Political & Civic Life
Jonathan Norcross ran as Atlanta's first mayoral candidate in 1848, failing to capture the 215 voters at the time, cast at Thomas Kil's grocery, at present day Five Points (Atlanta), to Moses W. Formwalt, Atlanta's first mayor. Ever persistent however, Norcross was a successful candidate three years later for the Moral Party in the 1850 Mayoral election (r. 1851 - 1852) against adversarial candidate, Leonard C. Simpson, an attorney for the Free and Rowdy Party. He presided over a town's divisive moral choice; a "temperance man who hated civic disturbances," between civilian law & order and the bellicose Rowdies or ruffians; whose 40 drinking establishments and thriving red light district contradicted strict evangelical mores at the time, and contributed to town problems. With this post, Norcross served doubly as both de jure Chief of Police and Superintendent of Atlanta's Streets. One of his solutions was to make life so uncomfortable from shameful scorn of public rebuke, that it would encourage most of the Rowdies' move, a mile south-west to Snake Nation.
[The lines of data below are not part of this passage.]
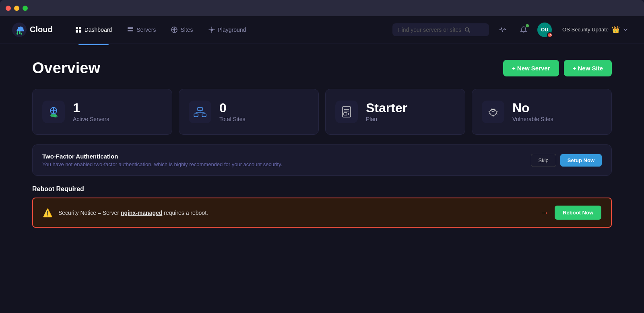 The height and width of the screenshot is (313, 644). What do you see at coordinates (185, 213) in the screenshot?
I see `reboot-suffix: requires a reboot.` at bounding box center [185, 213].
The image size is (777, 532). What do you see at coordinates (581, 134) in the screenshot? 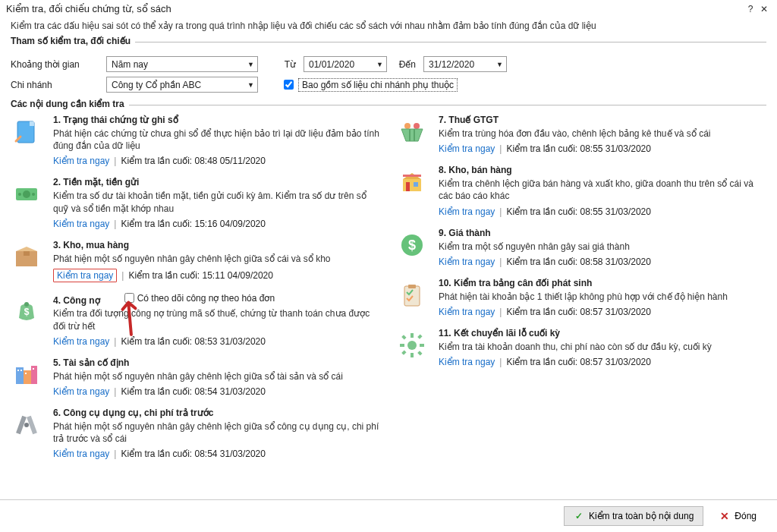
I see `item-right-0: 7. Thuế GTGTKiểm tra trùng hóa đơn đầu v…` at bounding box center [581, 134].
With this however, Norcross was scornfully told, "if elected, that he might find town 'too hot to hold him', if he executed his proposed reforms." These threats were found to be without merit.
The early nineteenth century in America was marked by a period of religious revival; a Second Great Awakening, whereby principle ideals of antiquity were emphasized specifically in the field of education at all levels, spreading the nation over, whereby, 'lassical study inculcated intellectual discipline and provide those who pursued it, the world over, with a common frame of reference." This reference transferred into the domain of politics, and in the case of Norcross with his political platform, the Moral Party could similarly be viewed as "American statesmen defend their principles of 'classical republicanism' with arguments drawn from Aristotle, Publius, and Cicero" ; those in antiquity whose doctrine framed a moral philosophy.
Norcross was in his 50s during the American Civil War and notable for being on the Committee of Citizens (with William Markham) that surrendered the city to Union General Henry Slocum. Norcross was in opposition to succession.